Burgess scores well on MCAS

By Jonathan Cook
Turley Publications Reporter

STURBRIDGE - “Your school was recognized by the state Department of Education for being one of the schools that made the most growth for children who are in our low income category,” Assistant Superintendent Beth Schaper reported to the Burgess Elementary School Committee last week.
“One of three schools recognized,” Schaper went on to say. “That’s quite a badge of honor.”
According to the Department of Elementary and Secondary Education (DESE) Web site, of 68 students considered low income, four percent scored advanced, 38 percent were proficient, 38 percent landed in needs improvement and 19 percent placed in the warning category for English Language Arts (ELA).
In math, 13 percent were advanced, 21 percent proficient, 49 percent needs improvement and 18 percent warning.
The rest of the Massachusetts Comprehensive Assessment System test scores showed a school doing a good job, Schaper reported.
“Burgess had a very wonderful year as far as the piece of education that MCAS measures,” Schaper said. “And other pieces as well, but this piece really looks great.”
According to DESE the school’s performance rating in both ELA and math is “high.” The school did not, however, meet the state’s target or Composite Performance Index (CPI) in ELA with a score falling 2.8 points short of the target. In math the CPI was surpassed by 0.9 points. Therefore the school made AYP or Adequate Yearly Progress, according to the state, in math, but not ELA.
In math Burgess is on a “very high trajectory toward getting all kids to meet the achievement goals they’re supposed to meet in 2012,” Schaper said. “Participation and attendance are excellent,” she added.
Principal Daniel Carlson pointed out the test is getting more difficult each year. “To give you an idea of why that goal can frequently be hard to reach, when MCAS tests are given, if there are questions that are frequently answered correctly by a large percentage of people, they toss those out and put more difficult questions in there,” he said.
While ELA may have fallen short of the state target, scores were above the state average in both ELA and math. In fact, “the school is outpacing the state average in all grade levels in both English Language Arts and math,” Schaper said.

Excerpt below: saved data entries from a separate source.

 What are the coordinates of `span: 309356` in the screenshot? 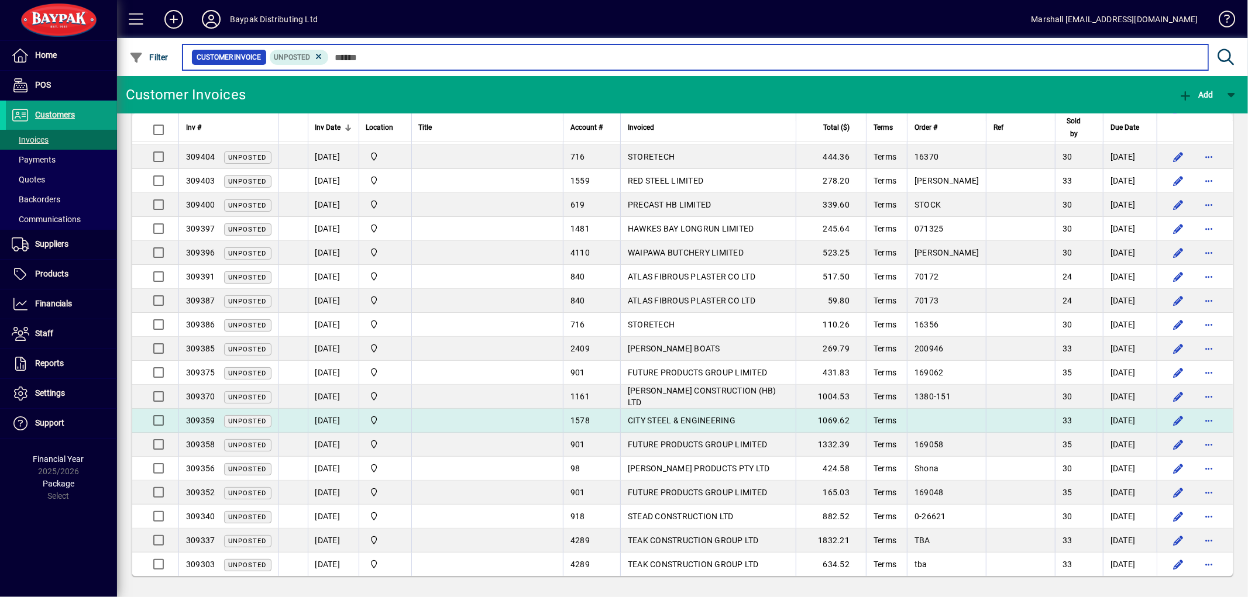 It's located at (201, 469).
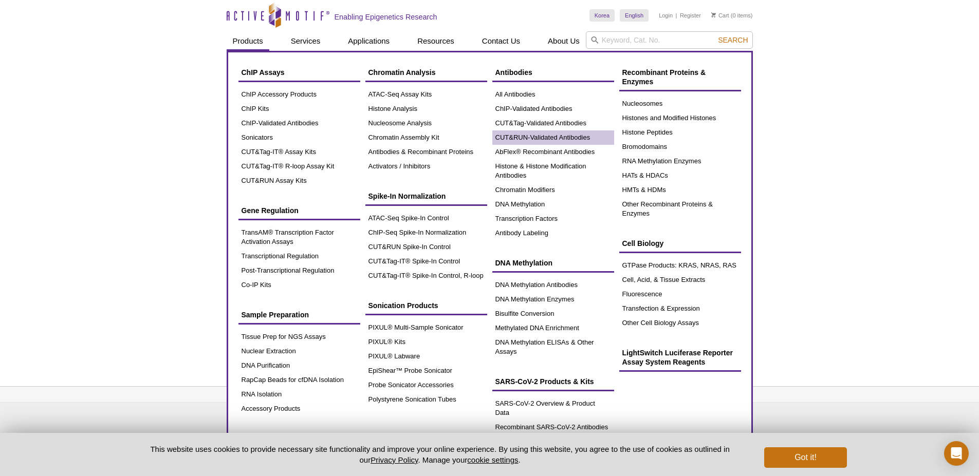 The width and height of the screenshot is (979, 476). Describe the element at coordinates (553, 152) in the screenshot. I see `a: AbFlex® Recombinant Antibodies` at that location.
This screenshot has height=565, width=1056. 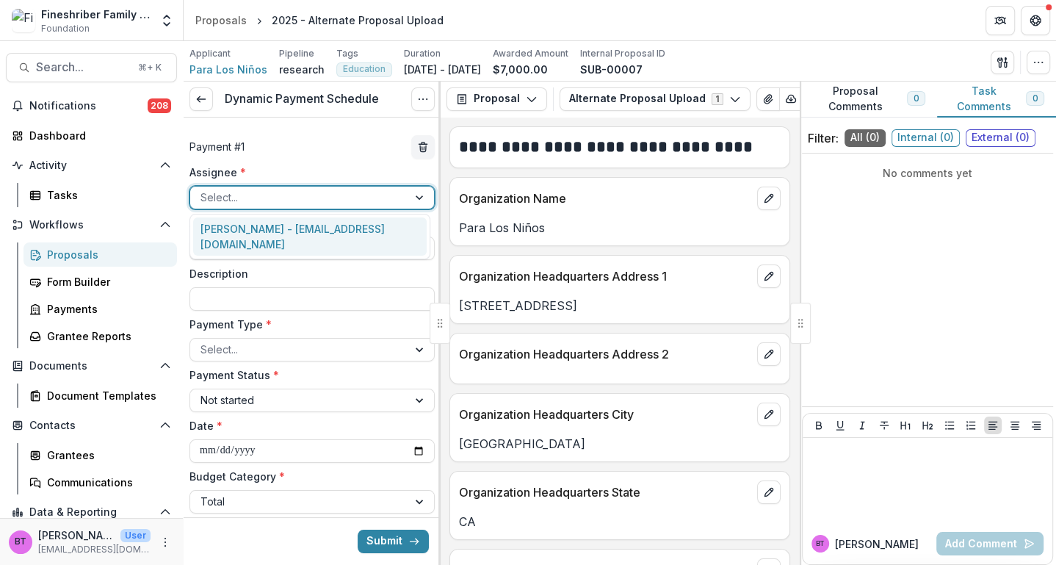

What’s more, student scores in mathematics tracked over the past three years from fourth grade to sixth show an increase from 19 to 38 percent in the combined categories of advanced and proficient while the percentage in the combined categories of warning and needs improvement have decreased from 41 to 34 percent. In ELA the bottom category dropped from 35 to 20 percent and rose from 65 to 69 percent at the top.
“When we look at children who go through Burgess you can see a trend line that shows it’s on a really steep trajectory of moving kids out of warning into advanced,” Schaper said. “What we need is to get all children out of warning.”

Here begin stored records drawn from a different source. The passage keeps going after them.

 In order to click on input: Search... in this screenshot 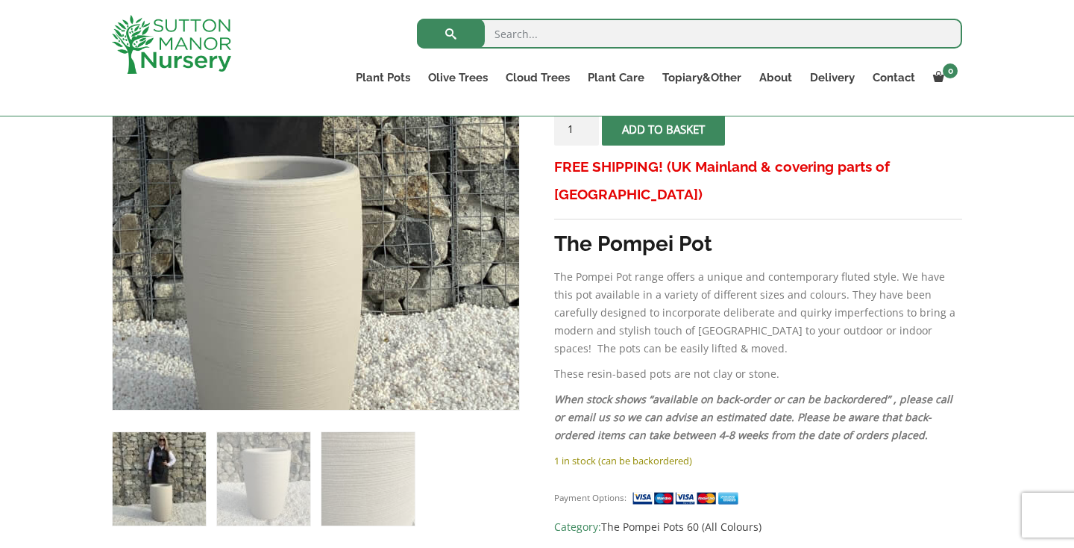, I will do `click(689, 34)`.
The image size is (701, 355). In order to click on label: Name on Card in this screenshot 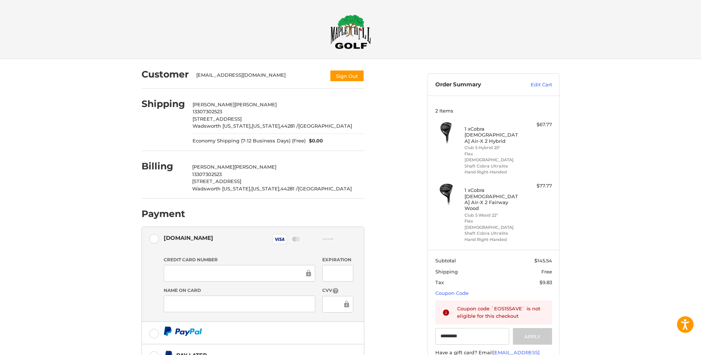, I will do `click(239, 291)`.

She added, “Burgess is doing a really nice job and we hope to see that trajectory continue.”
A recent professional development day yielded “improvement opportunities,” Carlson said.
“The team here is wonderfully acclimated to using the data,” said Schaper. Burgess is “a very large building full of kids and they know exactly how to get children into the right situation to give them the help that they need. We never forget about the kids who aren’t making it yet.

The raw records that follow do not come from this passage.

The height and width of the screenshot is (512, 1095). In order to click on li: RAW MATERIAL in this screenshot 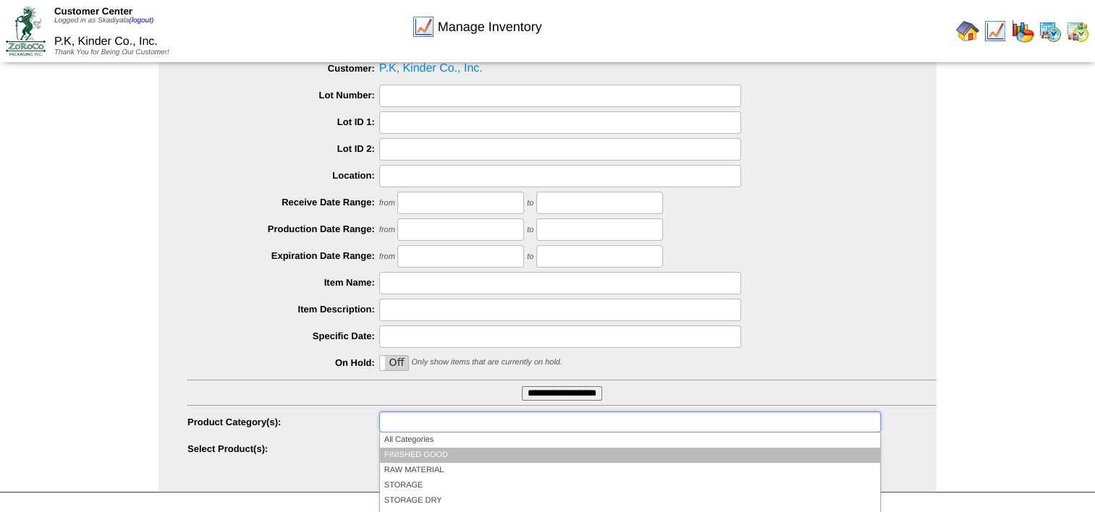, I will do `click(630, 470)`.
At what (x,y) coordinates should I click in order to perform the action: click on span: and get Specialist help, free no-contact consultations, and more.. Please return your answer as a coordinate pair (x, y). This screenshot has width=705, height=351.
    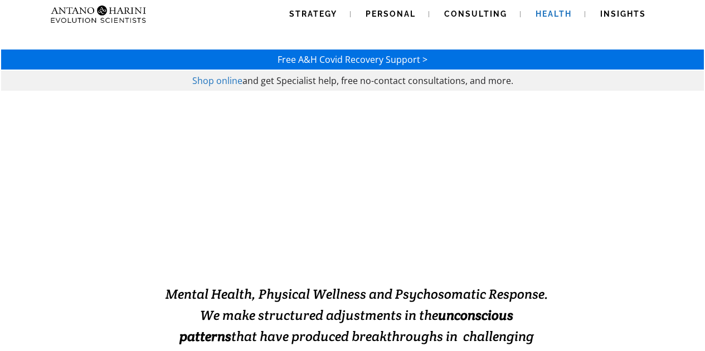
    Looking at the image, I should click on (378, 81).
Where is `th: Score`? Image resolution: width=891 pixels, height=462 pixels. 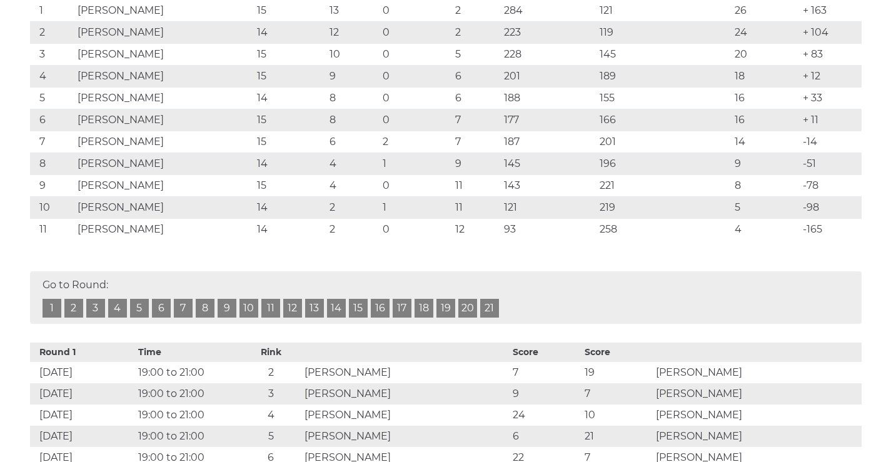
th: Score is located at coordinates (545, 352).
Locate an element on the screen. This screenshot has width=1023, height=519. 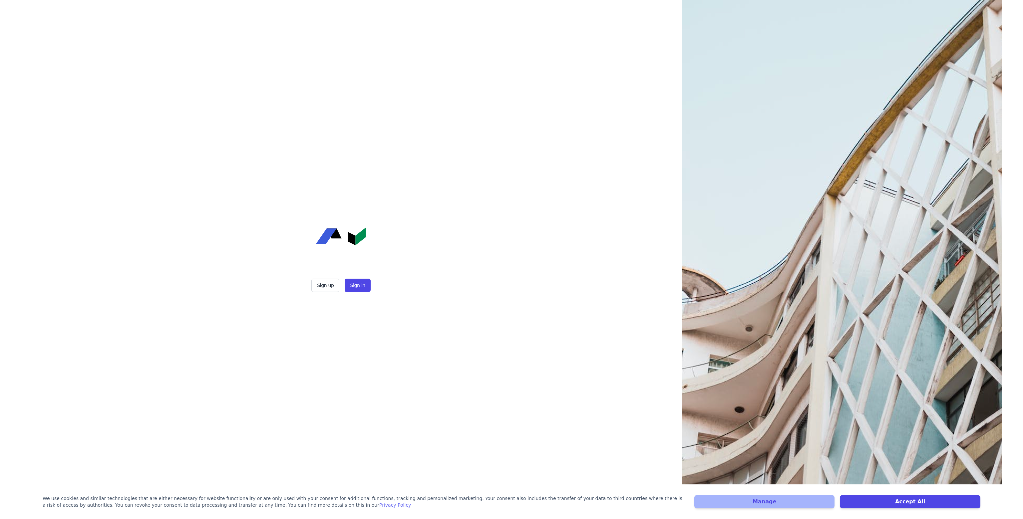
button: Manage is located at coordinates (764, 502).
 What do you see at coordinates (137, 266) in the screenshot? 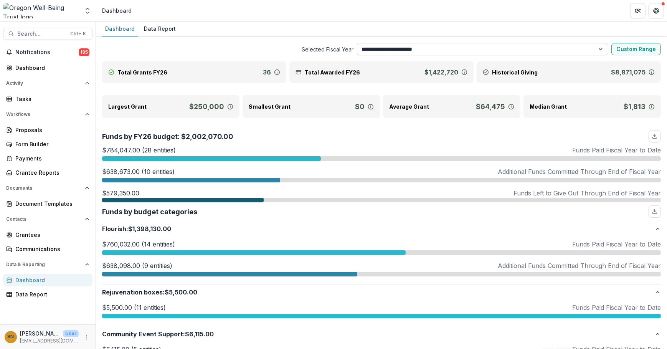
I see `p: $638,098.00 (9 entities)` at bounding box center [137, 266].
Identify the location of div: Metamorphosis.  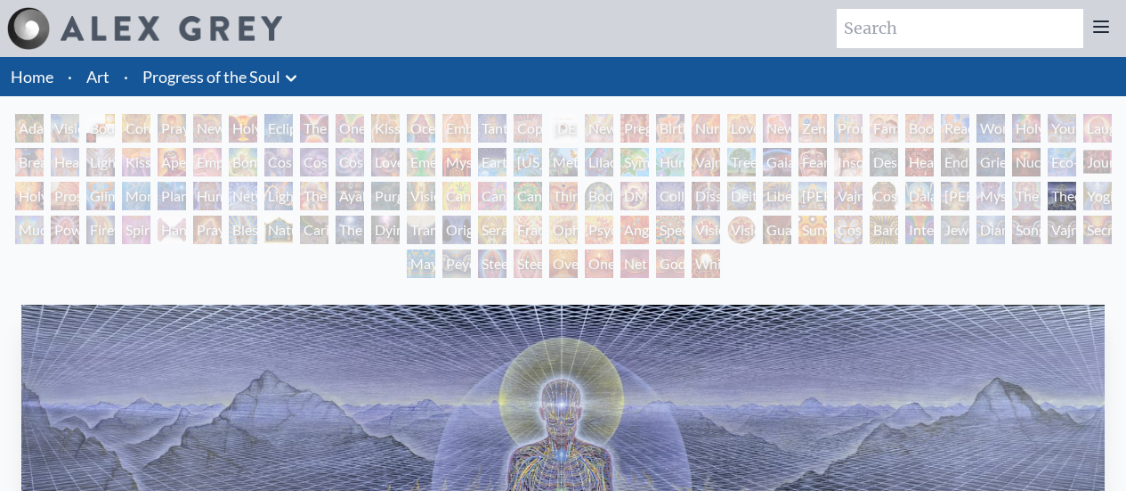
(564, 162).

Calling fourth grade math scores “a beautiful story,” Schaper pointed out that 67 percent Burgess students “made very high growth in math compared with 20 percent statewide.”
Schaper said next year’s analysis will provide growth data for each student so that “regardless of where they come in on the achievement plain, we can see if our education causes them to grow.”
Chairman Kate Alexander asked Schaper to come back at a future date to go over the reports again. For that session, the public will be invited.